Words by Tony Topping | Published 06.05.2026

A few years ago I enjoyed a volunteer role at the National Football Museum in Manchester for a couple of hours a week; it’s something I may return to one day. There are some fascinating artefacts in the museum and every one of them as a story behind them.

This story features one of those items - the 1966 World Cup Trophy.

As we all know, the 1966 World Cup was a triumph for the host nation and it heralded a new era for the England football team. Just so happened it was an era of winning bugger all ever again. The Jules Rimet Trophy (Originally the Victory Trophy) was a thing of beauty unlike the ugly leg of Serrano ham they win nowadays.

Prior to the 1966 event the English FA asked FIFA if they could make a replica of the World Cup. FIFA said no, but this was the English so they went and had one made anyway.

The man responsible for creating the replica was the jeweller, George Bird. He fashioned an exact copy to be used in exhibitions instead of the real World Cup which was stolen four months before the tournament but fortunately found by a dog called Pickles.

The trophy had been on display at a Gibbons Stamp exhibition alongside stamps worth ten times more than what the World Cup was valued at. Security at the event could be best described as “lax”; in fact it was at “It’ll be reet” level with one guard reportedly in his seventies.

The petty thief Edward Bletchley was jailed for two years after a gang of kids captured him in a thrilling chase across the rooftops of London. That last bit may not be true but it would have been more fitting. Bletchley always insisted he was just the middle man for a crime kingpin known as “The Pole”.

Pickles the dog, who recovered the World Cup trophy.
Photo Credit: Rex Features

Pickles the dog found long-lasting fame and even appeared in a film “The Spy with the Cold Nose” alongside Eric Sykes and June Whitfield. The owner of Pickles, Mr David Corbett, was rewarded £3000 and he used the money to buy a new house in Surrey. Pickles was awarded the silver medal by the National Canine Defence League (I often wonder what you had to do to get the Gold Medal) and he also won a year’s supply of dog food from Spillers.

Sadly, I don’t think Pickles ever got to eat the last tin of that dog food. He was strangled by his choke chain which caught on a tree branch whilst chasing a cat. Pickles was buried in Mr Corbett’s garden where he remains to this day with a little plaque commemorating his place in football folklore.

But what happened to the replica World Cup, and why was it made? Some people say it was made before the trophy was stolen to put in exhibitions instead of the real one. Others say it was made after the genuine one was stolen.

So, was the FA going to present the replica to the World Cup-winning side and say it was the real one? I wouldn’t have been surprised if they had done to save embarrassment.

The fact is that when England left the field that glorious day and returned to the dressing room, the real trophy was never seen again until the next World Cup in Brazil.

None of the England players knew that the trophy they proudly showed to the nation was the replica one. A policeman went into the England dressing room with the replica and took the real one from the exhausted Nobby Stiles who was prone on a bench and placed the fake one into his hand.

Police display the Jules Rimet trophy to the press in London following its discovery by Pickles.
Photo Credit: Rex Features

The genuine World Cup was then placed in a safe and never shown to the public. Every photograph you see of the cup from the moment the players left the field is of the replica one. Only a handful of people knew this act of subterfuge and all were sworn to secrecy.

In 1970, Brazil won the cup for the third time and were allowed to keep the trophy. Sadly the cup was stolen yet again in 1983 from the Brazil Football Federation headquarters in Rio de Janeiro and was never seen again. It was widely believed to have been melted down but the thieves would have had a shock; the trophy was gold-plated silver, not solid gold as most people thought.

The replica cup lay under George Bird’s bed wrapped up in an old cloth and even survived two burglaries at the house, and there it remained until George passed away in 1995. Clearing his home after his death, his family found the parcel and were amazed when the cloth fell away to reveal the golden figure of the World Cup!

They put the trophy up for auction at Sotherby’s and it was listed as a replica. The family hoped it would sell for around £10,000. That modest figure was surpassed easily and it was eventually bought by a mystery bidder for £254,500!

The mystery bidder turned out to be FIFA under the orders of Secretary Sepp Blatter to win the auction no matter the cost. FIFA couldn’t risk the chance that this was the real World Cup, stolen in 1983. But when they examined the cup it proved to be made of bronze with a gold exterior. They donated the cup to The National Football Museum where it can be seen to this day.

It’s thought that there could be up to five fake World Cups doing the rounds. At the 1954 World Cup people remarked that the trophy looked different from its predecessor in 1950.

It’s possible we will never find out the real story, but God bless old Pickles.

Memorial to Pickles the dog in his owner's back garden.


• **Work instructions**: From the entries that follow, extract each line holding the string "background".

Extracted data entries
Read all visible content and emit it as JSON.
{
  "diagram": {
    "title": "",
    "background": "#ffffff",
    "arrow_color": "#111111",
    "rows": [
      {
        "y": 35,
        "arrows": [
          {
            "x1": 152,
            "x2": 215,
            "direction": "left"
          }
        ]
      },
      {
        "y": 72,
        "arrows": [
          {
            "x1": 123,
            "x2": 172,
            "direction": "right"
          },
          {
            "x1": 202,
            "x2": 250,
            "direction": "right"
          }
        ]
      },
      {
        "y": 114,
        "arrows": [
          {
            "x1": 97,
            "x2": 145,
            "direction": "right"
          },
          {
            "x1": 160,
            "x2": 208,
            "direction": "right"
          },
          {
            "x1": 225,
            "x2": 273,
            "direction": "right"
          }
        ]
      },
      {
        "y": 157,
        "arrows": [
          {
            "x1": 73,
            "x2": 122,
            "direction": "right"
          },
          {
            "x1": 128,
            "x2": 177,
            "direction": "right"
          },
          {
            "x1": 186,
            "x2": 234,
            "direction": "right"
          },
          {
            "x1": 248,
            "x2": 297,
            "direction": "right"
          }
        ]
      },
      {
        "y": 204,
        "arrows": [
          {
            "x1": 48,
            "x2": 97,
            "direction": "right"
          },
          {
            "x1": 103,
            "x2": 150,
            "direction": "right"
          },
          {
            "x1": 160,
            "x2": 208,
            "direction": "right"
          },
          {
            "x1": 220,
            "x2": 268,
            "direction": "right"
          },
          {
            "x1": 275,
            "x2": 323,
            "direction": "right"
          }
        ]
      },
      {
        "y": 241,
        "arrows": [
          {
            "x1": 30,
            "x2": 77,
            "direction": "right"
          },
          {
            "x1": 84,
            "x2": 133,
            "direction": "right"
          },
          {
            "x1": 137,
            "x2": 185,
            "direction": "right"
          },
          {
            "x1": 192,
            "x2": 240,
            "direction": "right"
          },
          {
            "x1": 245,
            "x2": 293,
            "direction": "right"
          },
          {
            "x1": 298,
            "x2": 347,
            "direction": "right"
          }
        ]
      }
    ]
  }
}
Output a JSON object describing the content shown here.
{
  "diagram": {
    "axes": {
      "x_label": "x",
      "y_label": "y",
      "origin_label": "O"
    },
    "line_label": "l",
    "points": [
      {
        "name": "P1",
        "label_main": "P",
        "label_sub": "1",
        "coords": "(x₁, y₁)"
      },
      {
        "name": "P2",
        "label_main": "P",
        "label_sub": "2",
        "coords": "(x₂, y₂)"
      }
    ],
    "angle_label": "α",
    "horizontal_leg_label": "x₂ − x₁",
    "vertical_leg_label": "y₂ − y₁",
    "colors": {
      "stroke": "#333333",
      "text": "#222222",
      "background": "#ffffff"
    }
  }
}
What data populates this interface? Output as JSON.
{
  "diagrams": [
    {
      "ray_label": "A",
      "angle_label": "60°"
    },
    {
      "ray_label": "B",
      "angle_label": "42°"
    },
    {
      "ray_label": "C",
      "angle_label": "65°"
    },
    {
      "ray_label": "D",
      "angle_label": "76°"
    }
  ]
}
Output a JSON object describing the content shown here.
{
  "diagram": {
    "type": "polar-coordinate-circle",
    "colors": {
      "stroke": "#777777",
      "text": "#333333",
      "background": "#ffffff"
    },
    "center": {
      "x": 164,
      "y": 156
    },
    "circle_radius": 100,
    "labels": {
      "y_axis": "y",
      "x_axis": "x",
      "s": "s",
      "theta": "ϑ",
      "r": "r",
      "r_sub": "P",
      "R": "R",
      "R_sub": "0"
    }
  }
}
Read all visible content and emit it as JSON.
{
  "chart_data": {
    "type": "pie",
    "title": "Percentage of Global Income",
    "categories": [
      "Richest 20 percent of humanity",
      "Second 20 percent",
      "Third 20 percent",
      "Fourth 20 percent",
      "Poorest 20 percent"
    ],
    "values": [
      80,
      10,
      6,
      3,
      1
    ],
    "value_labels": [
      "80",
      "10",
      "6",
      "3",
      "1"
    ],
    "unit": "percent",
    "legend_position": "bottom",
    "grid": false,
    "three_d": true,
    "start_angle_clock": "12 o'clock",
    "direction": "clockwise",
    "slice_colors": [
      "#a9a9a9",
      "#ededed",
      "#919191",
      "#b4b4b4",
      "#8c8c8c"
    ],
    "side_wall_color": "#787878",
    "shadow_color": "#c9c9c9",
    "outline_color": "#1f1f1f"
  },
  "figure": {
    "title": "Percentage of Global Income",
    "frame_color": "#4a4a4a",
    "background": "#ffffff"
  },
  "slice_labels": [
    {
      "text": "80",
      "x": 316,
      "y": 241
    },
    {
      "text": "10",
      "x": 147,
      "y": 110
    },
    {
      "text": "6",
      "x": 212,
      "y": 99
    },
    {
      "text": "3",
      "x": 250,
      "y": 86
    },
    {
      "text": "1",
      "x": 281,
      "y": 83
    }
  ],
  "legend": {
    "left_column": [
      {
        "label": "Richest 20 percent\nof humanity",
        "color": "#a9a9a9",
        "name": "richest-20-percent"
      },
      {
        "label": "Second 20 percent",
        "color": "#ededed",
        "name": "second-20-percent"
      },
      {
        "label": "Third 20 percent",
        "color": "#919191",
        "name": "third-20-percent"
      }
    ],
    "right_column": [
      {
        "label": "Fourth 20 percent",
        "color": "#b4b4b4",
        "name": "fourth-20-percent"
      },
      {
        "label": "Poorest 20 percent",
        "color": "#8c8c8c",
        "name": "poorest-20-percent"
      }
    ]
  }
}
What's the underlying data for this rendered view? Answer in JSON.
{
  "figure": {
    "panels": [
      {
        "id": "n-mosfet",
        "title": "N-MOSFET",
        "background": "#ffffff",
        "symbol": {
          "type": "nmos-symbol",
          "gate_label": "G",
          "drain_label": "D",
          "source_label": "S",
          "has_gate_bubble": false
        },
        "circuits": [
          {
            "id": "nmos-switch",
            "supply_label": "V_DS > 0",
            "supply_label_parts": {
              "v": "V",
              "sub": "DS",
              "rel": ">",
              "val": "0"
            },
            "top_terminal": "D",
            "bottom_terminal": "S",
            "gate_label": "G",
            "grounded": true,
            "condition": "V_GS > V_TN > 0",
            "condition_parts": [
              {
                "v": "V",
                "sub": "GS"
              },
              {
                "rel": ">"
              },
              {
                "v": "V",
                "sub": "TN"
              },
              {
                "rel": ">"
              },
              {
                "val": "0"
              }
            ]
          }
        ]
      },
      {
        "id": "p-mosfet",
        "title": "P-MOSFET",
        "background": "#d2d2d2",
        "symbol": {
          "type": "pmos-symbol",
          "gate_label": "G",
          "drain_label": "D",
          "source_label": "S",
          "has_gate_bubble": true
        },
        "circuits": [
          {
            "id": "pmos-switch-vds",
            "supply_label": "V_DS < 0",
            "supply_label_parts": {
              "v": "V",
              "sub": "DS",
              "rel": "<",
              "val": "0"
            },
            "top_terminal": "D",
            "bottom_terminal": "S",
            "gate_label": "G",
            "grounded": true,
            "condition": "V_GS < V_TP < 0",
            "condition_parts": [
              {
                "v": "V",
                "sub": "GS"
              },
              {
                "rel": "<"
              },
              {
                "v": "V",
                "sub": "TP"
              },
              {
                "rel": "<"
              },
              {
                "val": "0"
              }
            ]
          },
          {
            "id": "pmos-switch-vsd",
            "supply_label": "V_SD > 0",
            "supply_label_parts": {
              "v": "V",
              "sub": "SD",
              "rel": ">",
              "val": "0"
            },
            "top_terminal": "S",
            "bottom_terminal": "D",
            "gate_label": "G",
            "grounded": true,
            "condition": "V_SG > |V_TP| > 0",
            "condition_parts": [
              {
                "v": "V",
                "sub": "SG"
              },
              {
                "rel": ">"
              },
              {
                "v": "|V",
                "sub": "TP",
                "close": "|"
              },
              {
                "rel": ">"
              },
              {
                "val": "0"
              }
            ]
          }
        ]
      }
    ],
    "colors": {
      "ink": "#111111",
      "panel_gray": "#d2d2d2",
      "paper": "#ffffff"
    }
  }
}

• **Completed task**:
    "background": "#ffffff",
      "background": "#ffffff"
      "background": "#ffffff"
    "background": "#ffffff"
        "background": "#ffffff",
        "background": "#d2d2d2",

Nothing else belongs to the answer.